The dispute matters for the proposed fee. If prop offerings are restricted, handle and hold could fall, weakening the base that a 2% surcharge would draw from. Conversely, keeping popular bet types alive may bolster receipts but inflame concerns about player safety and integrity. The balancing act illustrates how the same policy instruments that maximize revenue can collide with social guardrails that politicians in both parties want to enforce.

iGaming expansion stalls amid addiction and cannibalization fears

Another arena where policy choices influence the betting tax base is internet casino gaming. Bills in both chambers would authorize online slots and table games, potentially adding a revenue stream that supporters say could top $600 million a year. DeWine has rejected that expansion, arguing that putting a “casino in everybody’s hands” would worsen addiction and strain communities. Brick-and-mortar operators have echoed those warnings, saying digital products would siphon customers and jobs. The contours of that clash are laid out in coverage of DeWine’s opposition to iGaming.

For backers of the sports-bet fee, the stalemate on iGaming is both constraint and opportunity. If full-scale casino play stays offline, policymakers looking to fund big-ticket items like stadium renovations and education may find fewer levers than promised during Ohio’s gambling expansion. A narrow, targeted fee on an already-legalized activity could be an easier political sell than authorizing entirely new forms of wagering. But it also concentrates fiscal bets on a single vertical that has shown it can be buffeted by regulatory and integrity shocks.

A legal perimeter under stress

Ohio’s effort to define, and defend, the boundaries of sports betting has spilled into federal court. Prediction market Kalshi, which offers “event contracts” on real-world outcomes, sued the Ohio Casino Control Commission and Attorney General Dave Yost, saying the state’s threats to block its sports-related products and penalize partners were unlawful. Ohio argues that only licensed operators can offer sports bets to state residents and that sportsbooks risk their own licenses if they collaborate with unlicensed markets, even outside Ohio. The litigation, described in detail here, is a test of how far states can extend their regulatory reach over novel financial-betting hybrids.

The outcome could ripple into the fee debate. If courts narrow Ohio’s grip over adjacent markets, enforcement may become more complex, making it harder to ensure that a new surcharge captures as much activity as intended. If the state prevails, it strengthens the compliance perimeter and may reassure lawmakers that additional levies can be collected with less leakage to gray markets.

A look across state lines

Other states are experimenting with blended tax and relief models that may inform Ohio’s approach. In Mississippi, a fresh push to legalize online sports betting couples a 22% tax on mobile operators with cuts to brick-and-mortar gaming rates, plus a fund to offset losses for casinos that do not partner with mobile platforms.

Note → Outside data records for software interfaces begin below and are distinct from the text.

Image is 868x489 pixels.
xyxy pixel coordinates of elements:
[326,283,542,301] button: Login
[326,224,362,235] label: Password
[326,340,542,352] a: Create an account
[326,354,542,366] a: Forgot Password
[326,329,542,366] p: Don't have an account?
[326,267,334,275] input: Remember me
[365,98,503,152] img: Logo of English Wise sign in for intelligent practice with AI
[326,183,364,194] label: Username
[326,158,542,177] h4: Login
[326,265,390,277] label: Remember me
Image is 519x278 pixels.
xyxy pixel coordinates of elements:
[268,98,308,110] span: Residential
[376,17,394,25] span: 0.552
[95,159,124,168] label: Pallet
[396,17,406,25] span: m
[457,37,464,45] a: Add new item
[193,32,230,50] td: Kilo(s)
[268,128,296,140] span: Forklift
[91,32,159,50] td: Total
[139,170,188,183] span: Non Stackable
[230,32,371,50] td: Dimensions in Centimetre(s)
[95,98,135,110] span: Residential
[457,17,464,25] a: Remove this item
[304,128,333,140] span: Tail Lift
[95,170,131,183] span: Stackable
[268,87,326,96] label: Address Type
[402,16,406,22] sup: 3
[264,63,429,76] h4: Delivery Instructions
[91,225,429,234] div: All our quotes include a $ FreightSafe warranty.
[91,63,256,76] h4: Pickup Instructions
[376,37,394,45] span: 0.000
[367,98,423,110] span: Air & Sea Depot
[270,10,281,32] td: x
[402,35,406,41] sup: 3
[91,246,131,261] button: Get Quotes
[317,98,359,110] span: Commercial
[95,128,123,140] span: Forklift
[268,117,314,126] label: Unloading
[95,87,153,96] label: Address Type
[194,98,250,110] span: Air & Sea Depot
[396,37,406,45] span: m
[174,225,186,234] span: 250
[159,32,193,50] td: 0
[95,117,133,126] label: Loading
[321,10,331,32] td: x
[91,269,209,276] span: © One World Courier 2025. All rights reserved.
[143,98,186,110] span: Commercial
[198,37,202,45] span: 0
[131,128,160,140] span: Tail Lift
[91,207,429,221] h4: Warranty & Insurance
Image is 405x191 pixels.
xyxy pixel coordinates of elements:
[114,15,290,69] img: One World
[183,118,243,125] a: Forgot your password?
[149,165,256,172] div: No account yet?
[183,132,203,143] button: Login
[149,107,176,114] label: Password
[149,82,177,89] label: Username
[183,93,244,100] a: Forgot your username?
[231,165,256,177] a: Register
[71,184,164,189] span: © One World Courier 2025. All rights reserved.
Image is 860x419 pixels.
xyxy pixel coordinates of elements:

The plan directs residual revenue to the state’s pension system, highlighting how lawmakers are tying wagering proceeds to long-term obligations. For context, see the breakdown of Mississippi’s mobile betting bill and casino tax reductions.

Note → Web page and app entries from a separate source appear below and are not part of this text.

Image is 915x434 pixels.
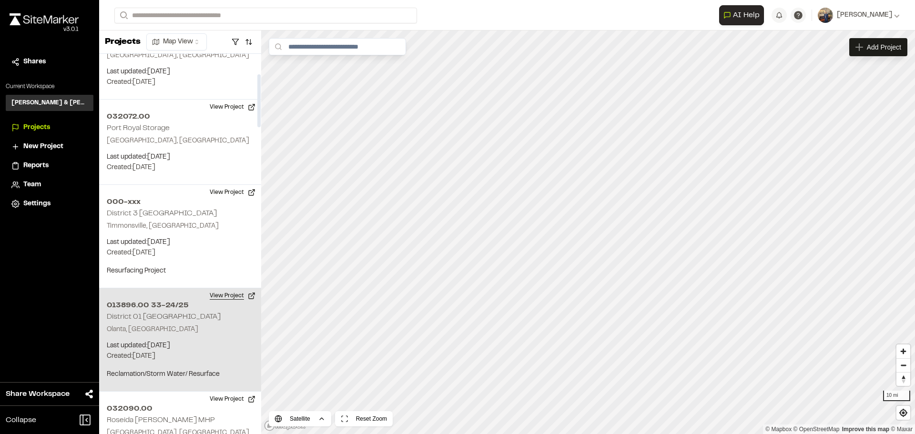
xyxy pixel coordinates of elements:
a: Shares [11,57,88,67]
button: View Project [204,392,261,407]
a: OpenStreetMap [794,426,840,433]
h2: District 01 [GEOGRAPHIC_DATA] [107,314,221,320]
span: Settings [23,199,51,209]
div: 10 mi [883,391,911,401]
a: Settings [11,199,88,209]
h2: 032072.00 [107,111,254,123]
h2: Roseida [PERSON_NAME] MHP [107,417,215,424]
a: New Project [11,142,88,152]
button: Find my location [897,406,911,420]
p: Reclamation/Storm Water/ Resurface [107,369,254,380]
span: Shares [23,57,46,67]
button: Satellite [269,411,331,427]
button: Zoom out [897,359,911,372]
button: Reset Zoom [335,411,393,427]
span: [PERSON_NAME] [837,10,892,21]
canvas: Map [261,31,915,434]
a: Mapbox [766,426,792,433]
img: rebrand.png [10,13,79,25]
span: New Project [23,142,63,152]
p: Projects [105,36,141,49]
p: Timmonsville, [GEOGRAPHIC_DATA] [107,221,254,232]
p: [GEOGRAPHIC_DATA], [GEOGRAPHIC_DATA] [107,51,254,61]
img: User [818,8,833,23]
h2: District 3 [GEOGRAPHIC_DATA] [107,210,217,217]
span: AI Help [733,10,760,21]
a: Mapbox logo [264,421,306,431]
button: Open AI Assistant [719,5,764,25]
button: View Project [204,100,261,115]
div: Oh geez...please don't... [10,25,79,34]
span: Collapse [6,415,36,426]
button: View Project [204,185,261,200]
span: Share Workspace [6,389,70,400]
a: Team [11,180,88,190]
h2: 000-xxx [107,196,254,208]
span: Reset bearing to north [897,373,911,386]
p: Last updated: [DATE] [107,237,254,248]
span: Projects [23,123,50,133]
h2: 032090.00 [107,403,254,415]
a: Map feedback [842,426,890,433]
p: Last updated: [DATE] [107,341,254,351]
p: Last updated: [DATE] [107,152,254,163]
p: Resurfacing Project [107,266,254,277]
button: Reset bearing to north [897,372,911,386]
p: Created: [DATE] [107,163,254,173]
p: Created: [DATE] [107,248,254,258]
p: Olanta, [GEOGRAPHIC_DATA] [107,325,254,335]
a: Projects [11,123,88,133]
h2: 013896.00 33-24/25 [107,300,254,311]
p: [GEOGRAPHIC_DATA], [GEOGRAPHIC_DATA] [107,136,254,146]
button: Zoom in [897,345,911,359]
h3: [PERSON_NAME] & [PERSON_NAME] Inc. [11,99,88,107]
span: Add Project [867,42,902,52]
p: Last updated: [DATE] [107,67,254,77]
a: Maxar [891,426,913,433]
p: Current Workspace [6,82,93,91]
span: Reports [23,161,49,171]
button: [PERSON_NAME] [818,8,900,23]
span: Team [23,180,41,190]
div: Open AI Assistant [719,5,768,25]
button: Search [114,8,132,23]
a: Reports [11,161,88,171]
p: Created: [DATE] [107,77,254,88]
button: View Project [204,288,261,304]
h2: Port Royal Storage [107,125,170,132]
p: Created: [DATE] [107,351,254,362]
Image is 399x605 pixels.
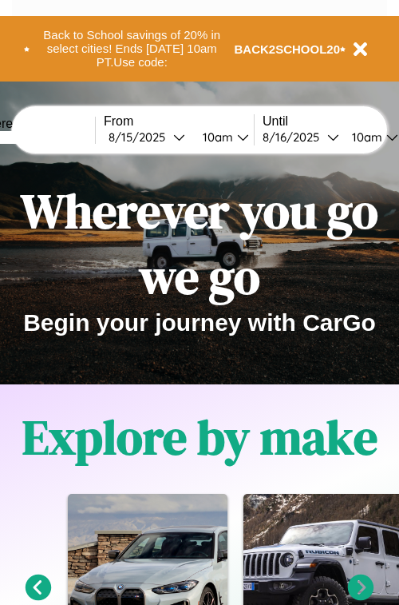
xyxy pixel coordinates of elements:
div: 10am [195,129,237,145]
button: 8/15/2025 [104,129,190,145]
div: 10am [344,129,387,145]
div: 8 / 15 / 2025 [109,129,173,145]
button: Back to School savings of 20% in select cities! Ends [DATE] 10am PT.Use code: [30,24,235,73]
b: BACK2SCHOOL20 [235,42,341,56]
label: From [104,114,254,129]
button: 10am [190,129,254,145]
div: 8 / 16 / 2025 [263,129,327,145]
h1: Explore by make [22,404,378,470]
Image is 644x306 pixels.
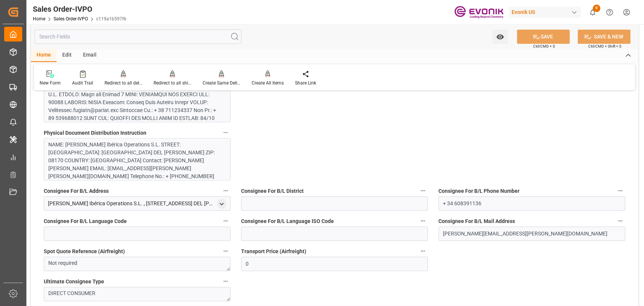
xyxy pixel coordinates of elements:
[72,79,93,86] div: Audit Trail
[220,186,231,195] button: Consignee For B/L Address
[44,257,231,271] textarea: Not required
[44,187,109,195] span: Consignee For B/L Address
[44,287,231,301] textarea: DIRECT CONSUMER
[54,16,88,21] a: Sales Order-IVPO
[44,129,146,137] span: Physical Document Distribution Instruction
[220,276,231,286] button: Ultimate Consignee Type
[241,217,334,225] span: Consignee For B/L Language ISO Code
[533,43,555,49] span: Ctrl/CMD + S
[241,247,306,256] span: Transport Price (Airfreight)
[31,49,57,62] div: Home
[615,186,625,195] button: Consignee For B/L Phone Number
[615,216,625,226] button: Consignee For B/L Mail Address
[203,79,240,86] div: Create Same Delivery Date
[44,217,127,225] span: Consignee For B/L Language Code
[220,128,231,137] button: Physical Document Distribution Instruction
[438,187,520,195] span: Consignee For B/L Phone Number
[33,3,127,14] div: Sales Order-IVPO
[220,216,231,226] button: Consignee For B/L Language Code
[217,199,226,209] div: open menu
[438,217,515,225] span: Consignee For B/L Mail Address
[295,79,316,86] div: Share Link
[601,4,618,21] button: Help Center
[588,43,621,49] span: Ctrl/CMD + Shift + S
[48,200,215,208] div: [PERSON_NAME] Ibérica Operations S.L. , [STREET_ADDRESS] DEL [PERSON_NAME] , [GEOGRAPHIC_DATA] - ...
[492,30,508,44] button: open menu
[153,79,191,86] div: Redirect to all shipments
[48,141,221,220] div: NAME: [PERSON_NAME] Ibérica Operations S.L. STREET: [GEOGRAPHIC_DATA]: [GEOGRAPHIC_DATA] DEL [PER...
[35,30,241,44] input: Search Fields
[77,49,102,62] div: Email
[418,186,428,195] button: Consignee For B/L District
[517,30,569,44] button: SAVE
[220,246,231,256] button: Spot Quote Reference (Airfreight)
[44,247,125,256] span: Spot Quote Reference (Airfreight)
[508,5,584,19] button: Evonik US
[418,216,428,226] button: Consignee For B/L Language ISO Code
[44,278,104,286] span: Ultimate Consignee Type
[593,4,600,12] span: 9
[508,7,581,18] div: Evonik US
[105,79,142,86] div: Redirect to all deliveries
[418,246,428,256] button: Transport Price (Airfreight)
[584,4,601,21] button: show 9 new notifications
[40,79,61,86] div: New Form
[33,16,45,21] a: Home
[454,6,503,19] img: Evonik-brand-mark-Deep-Purple-RGB.jpeg_1700498283.jpeg
[57,49,77,62] div: Edit
[241,187,304,195] span: Consignee For B/L District
[251,79,284,86] div: Create All Items
[578,30,630,44] button: SAVE & NEW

The Mississippi structure underscores the trade-offs Ohio faces. Earmarking sports-bet proceeds for stadiums and schools can sharpen public support, but tinkering with rates can either cushion or amplify pressure on retail operators. A tightly calibrated fee that preserves competitiveness while delivering predictable dollars is the goal, yet the experience elsewhere shows how difficult it is to balance growth, fairness and fiscal reliability.

Taken together, Ohio’s proposed 2% fee is less an isolated revenue grab than the latest chapter in a broader recalibration. Leaders want to capture stable funds for highly visible needs without fueling the risks that have soured public opinion on parts of the market. Whether the state can thread that needle — amid fights over prop bets, stalled iGaming plans and courtroom battles over what counts as a sports wager — will determine if the fee delivers the $200 million annual windfall its sponsor envisions or becomes another waypoint in an unsettled policy map.